In-house secrets: On A.P. CM’s charges against Justice Ramana

Supreme Court must waive confidentiality rule and disclose reasons for rejecting A.P. CM’s charges.

March 27, 2021 12:02 am | Updated 12:04 pm IST

The Supreme Court has dealt with a grave matter concerning issues of judicial propriety with characteristic opaqueness. It has dismissed a complaint from Andhra Pradesh CM Y.S. Jagan Mohan Reddy, containing explosive allegations against CJI-designate Justice N.V. Ramana, but declined to disclose the findings of an in-house inquiry. The rejection was disclosed on the Court’s website on the day CJI S.A. Bobde recommended Justice Ramana as his successor. Going by procedure, a committee of three judges must have inquired into the charges. The lack of transparency is based on a 2003 judgment of the apex court that any inquiry under this procedure is meant only for “the information and satisfaction” of the CJI, and is not meant for the public. However, this may be an instance when not many will agree with the confidentiality norm. The allegations came from a person holding the high office of CM, and the crux of his grievance was that the A.P. High Court was hostile to him and his regime due to the influence wielded by Justice Ramana. Further, he accused the judge of proximity with Mr. Reddy’s political rivals and alleged involvement of his family members in a land scam that involved prior knowledge that Amaravati was to be declared the State’s capital and speculative buying of land there. There is little to commend the requirement of confidentiality in a probe of this nature, as the dismissal of the complaint ipso facto means that a serving CM has levelled false and motivated charges against a senior Supreme Court judge as well as those in the High Court. Mr. Reddy is surely in contempt of court if the committee found no merit in the allegations that he raised in a signed affidavit.

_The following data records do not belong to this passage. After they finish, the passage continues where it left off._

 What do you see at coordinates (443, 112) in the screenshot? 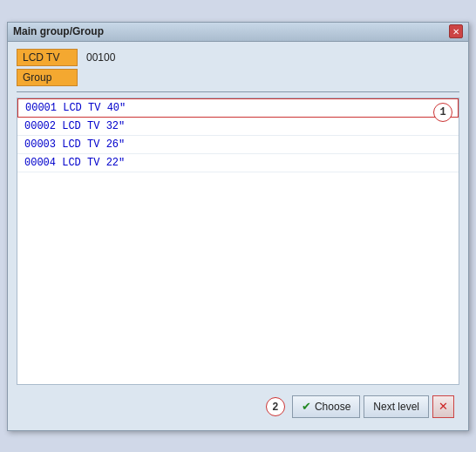
I see `step1-badge: 1` at bounding box center [443, 112].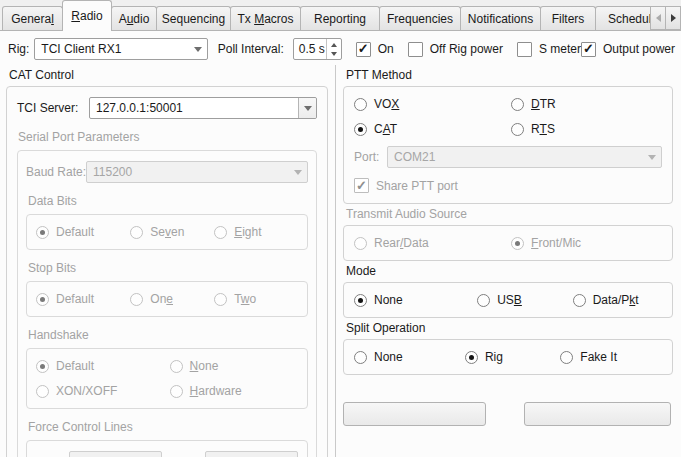 The width and height of the screenshot is (681, 457). Describe the element at coordinates (420, 18) in the screenshot. I see `tab-frequencies: Frequencies` at that location.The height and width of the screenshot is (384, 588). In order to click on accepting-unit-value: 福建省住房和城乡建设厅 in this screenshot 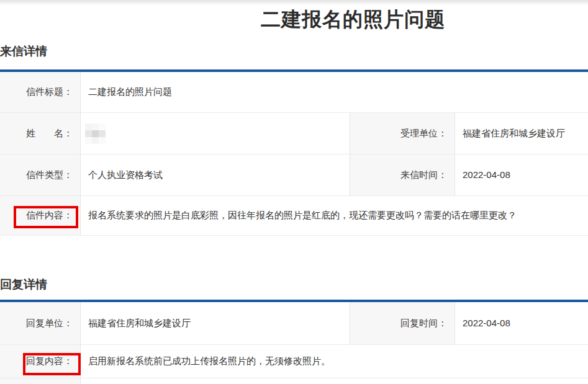, I will do `click(522, 134)`. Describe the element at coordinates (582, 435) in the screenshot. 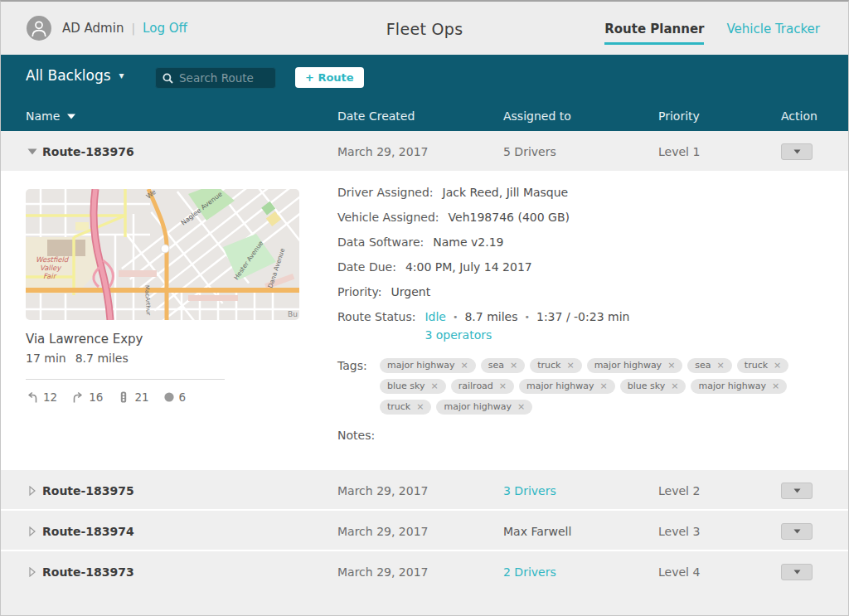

Should the confidentiality rule always hold the field? Is it possible to dismiss the allegations without disclosing who were heard as witnesses and what material was considered as evidence? Was Mr. Reddy given an opportunity to substantiate his charges? And, does he get to know the conclusions? The unsavoury charges are bound to come up in some form or the other again. The A.P. government has appealed against a High Court judgment that stayed a police investigation in the Amaravati land issue. Mr. Reddy faces prosecution in corruption cases himself. A key allegation against him is that his animosity towards Justice Ramana arises from an order that a Bench headed by the latter had passed, that cases involving elected representatives be expedited. In a separate development, the High Court had also ordered a CBI probe into social media posts targeting judges. The charges being bandied about are overtly political, and the episode has become unpleasant. Notwithstanding the confidentiality norm laid down for in-house probes, it behoves the Court to demonstrate that justice was both done and was seen to be done.